Richard Hipp and the warship database
The third story begins in the least expected place: a U.S. Navy destroyer. In 2000, Richard Hipp was a contractor on the damage-control software of the USS Oscar Austin — the system that, with pipes broken and the ship listing, tells the crew which valves to close. The program depended on a commercial database whose server kept going down, and the fed-up engineer's question Hipp asked himself changed computing: “Why do we even need a server?” Thus was born SQLite, a database that lives in a single file.
Hipp then did something more radical than open source: he dedicated it to the public domain. No license, no copyright, no permission to ask.

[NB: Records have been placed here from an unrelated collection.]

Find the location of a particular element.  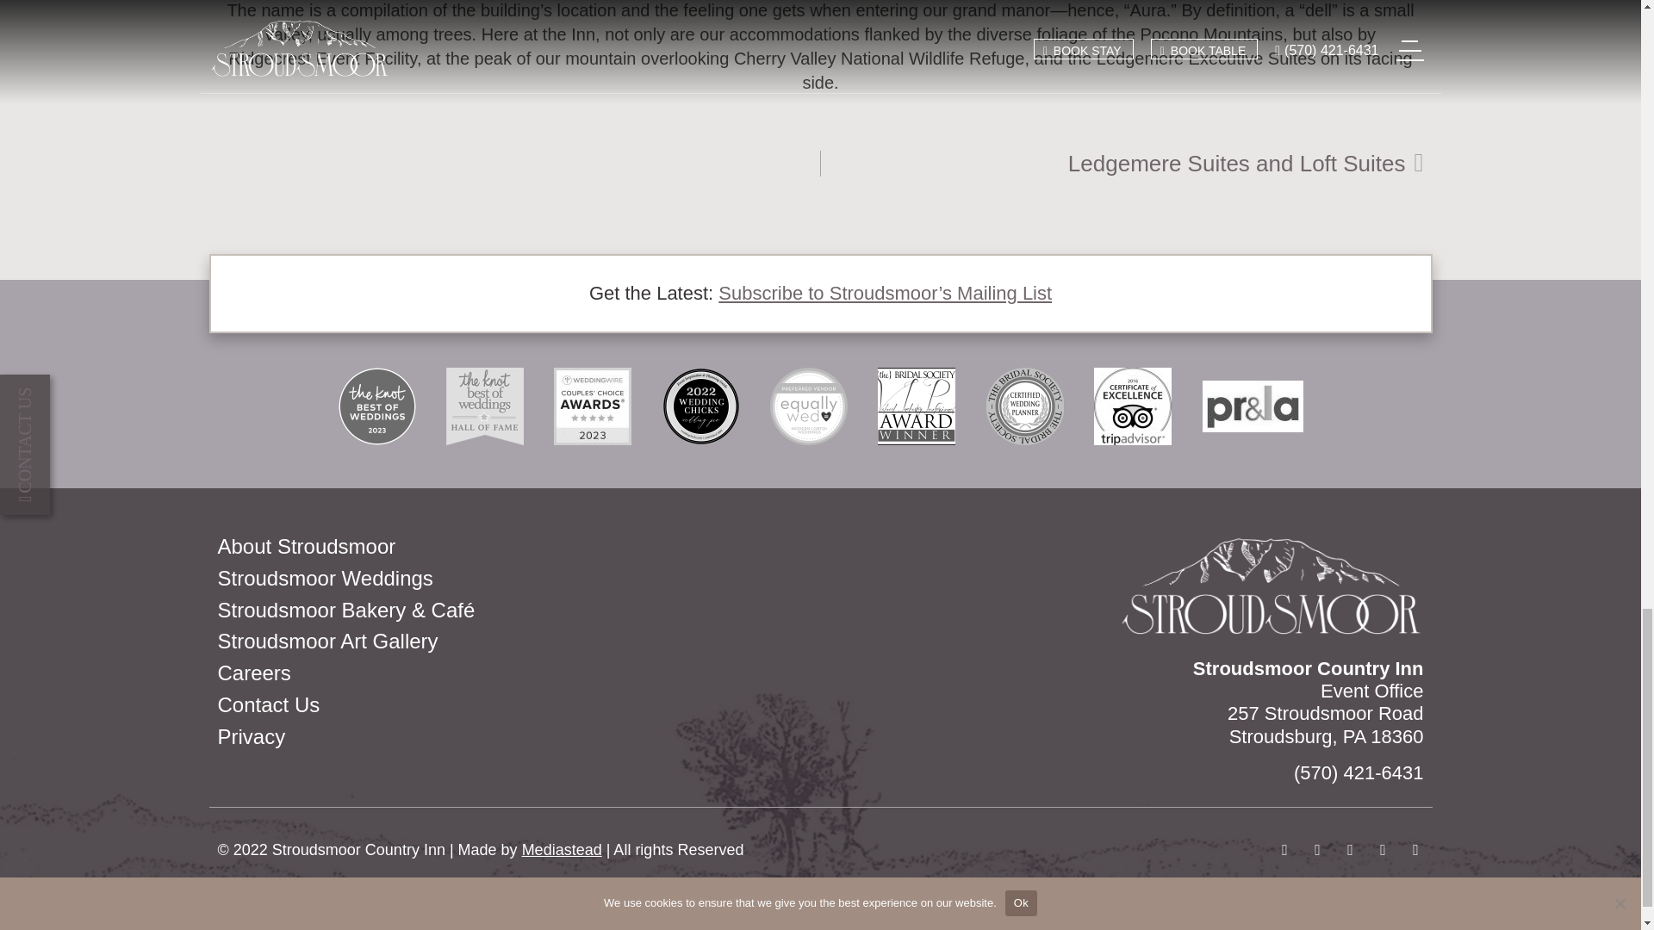

bridal-society-award-badge.png is located at coordinates (1382, 849).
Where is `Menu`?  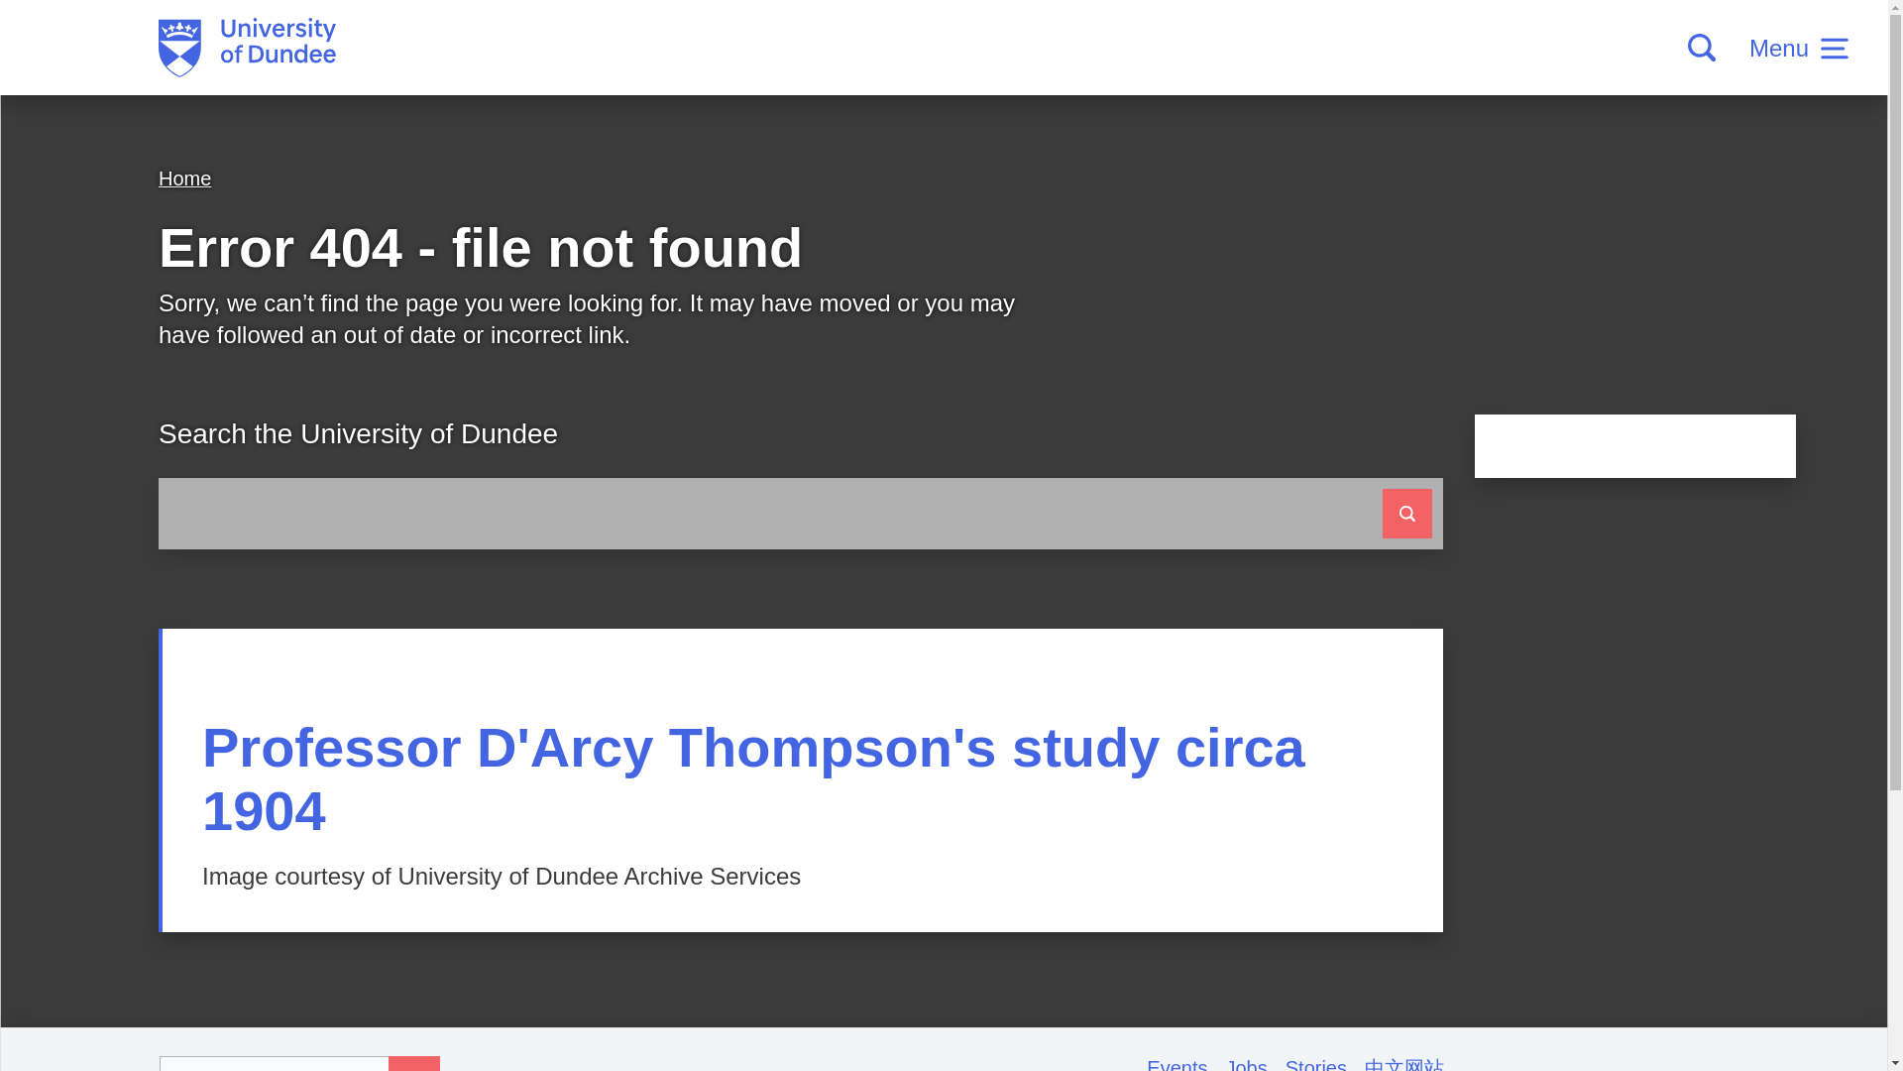
Menu is located at coordinates (1798, 48).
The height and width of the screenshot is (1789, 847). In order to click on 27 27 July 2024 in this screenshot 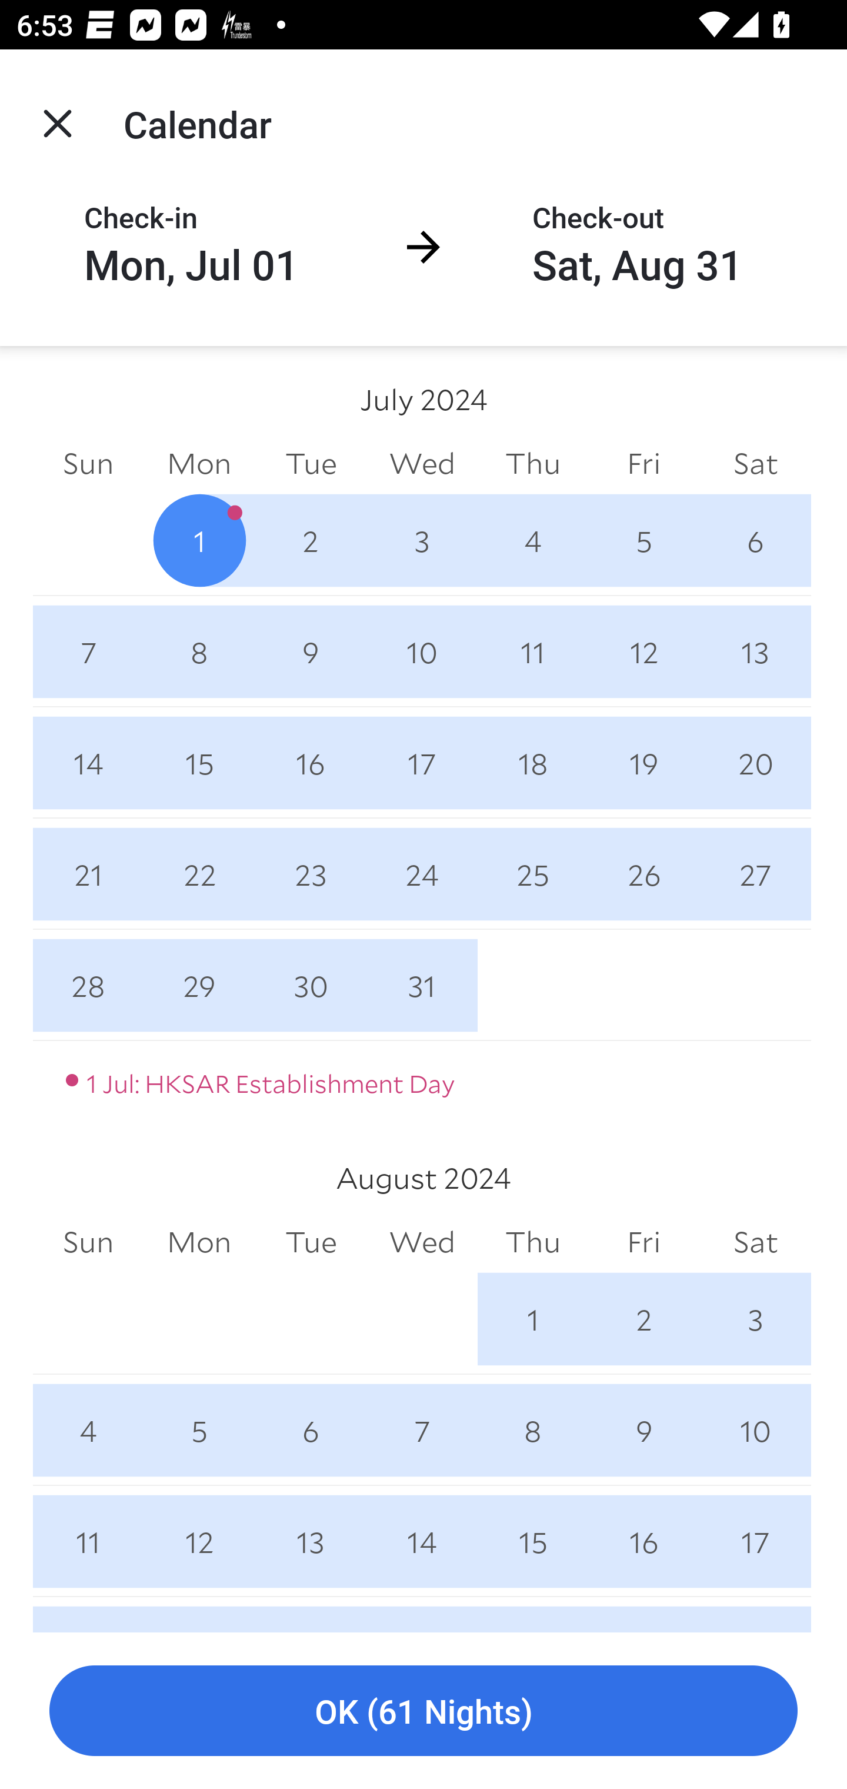, I will do `click(756, 875)`.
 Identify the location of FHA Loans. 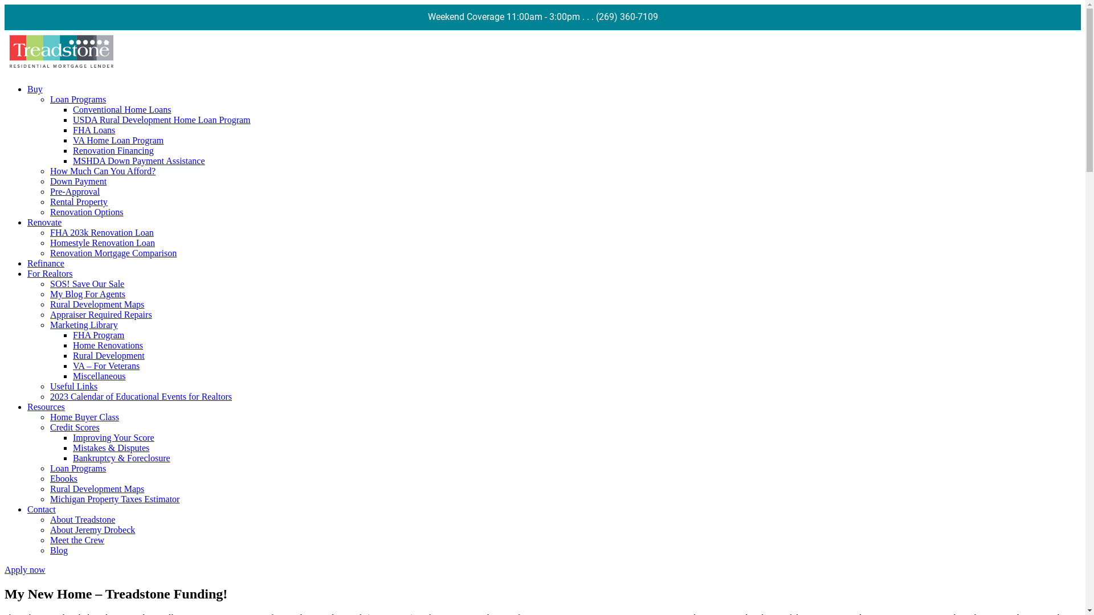
(94, 130).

Today SQLite is, by a wide margin, the most deployed database engine in history: it's in every iPhone, every Android, every Mac, every Windows, every browser, in the Airbus A350 and on missions to Mars — the official estimate speaks of more than one trillion active SQLite databases. So what does its author live on? On a business model the industry itself designed for him: Mozilla's chief told him “you're doing this all wrong — the developers have to be in control,” and helped him set up a consortium where Apple, Google and company pay annual memberships for priority support. And the detail that paints the man: he tests SQLite to the FAA's aviation-software standard, with total coverage of every branch of the code. “Once we got to that point,” he says, “we stopped getting bug reports from Android. It just worked from there on out.”
The gift economy
The list goes on: Daniel Stenberg maintains curl from his home in Sweden, installed some 20 billion times in phones, cars and consoles; Tim Berners-Lee convinced CERN to place the entire World Wide Web in the public domain on April 30th, 1993 — the most profitable legal document ever given away—; and at the far end of mystery, the fortune of more than a million bitcoins attributed to Satoshi Nakamoto hasn't moved since 2010: tens of billions of dollars its creator has never touched.
On this blog we've already met Steven Pruitt, the man who has edited a third of Wikipedia for free, and Maecenas, the Roman who funded poets. These programmers belong to the same lineage, with one difference we still struggle to process: their patronage didn't fund the culture — it built it. Torvalds explained why years ago, and it remains the best explanation available: “Most good programmers do programming not because they expect to get paid, but because it is fun to program.” The modern world runs, quite literally, on the spare time of people who were having fun.
Categories
You may also like

Why I Think an Internet Blackout Is Coming Soon
There's an idea that's been circling in my mind for some time now: one day, perhaps soon, it won't be a website that goes down, or an app, or a social network. Something more invisible will fail.

The Man Who Has Edited a Third of Wikipedia
Steven Pruitt has made nearly 7 million Wikipedia edits without earning a cent. The story of the most generous obsession on the internet.

Isaac Peral and his electric submarine
In 1888, Isaac Peral launched an electric submarine that could navigate underwater and fire torpedoes. Spain had the future in its hands, then buried it in paperwork.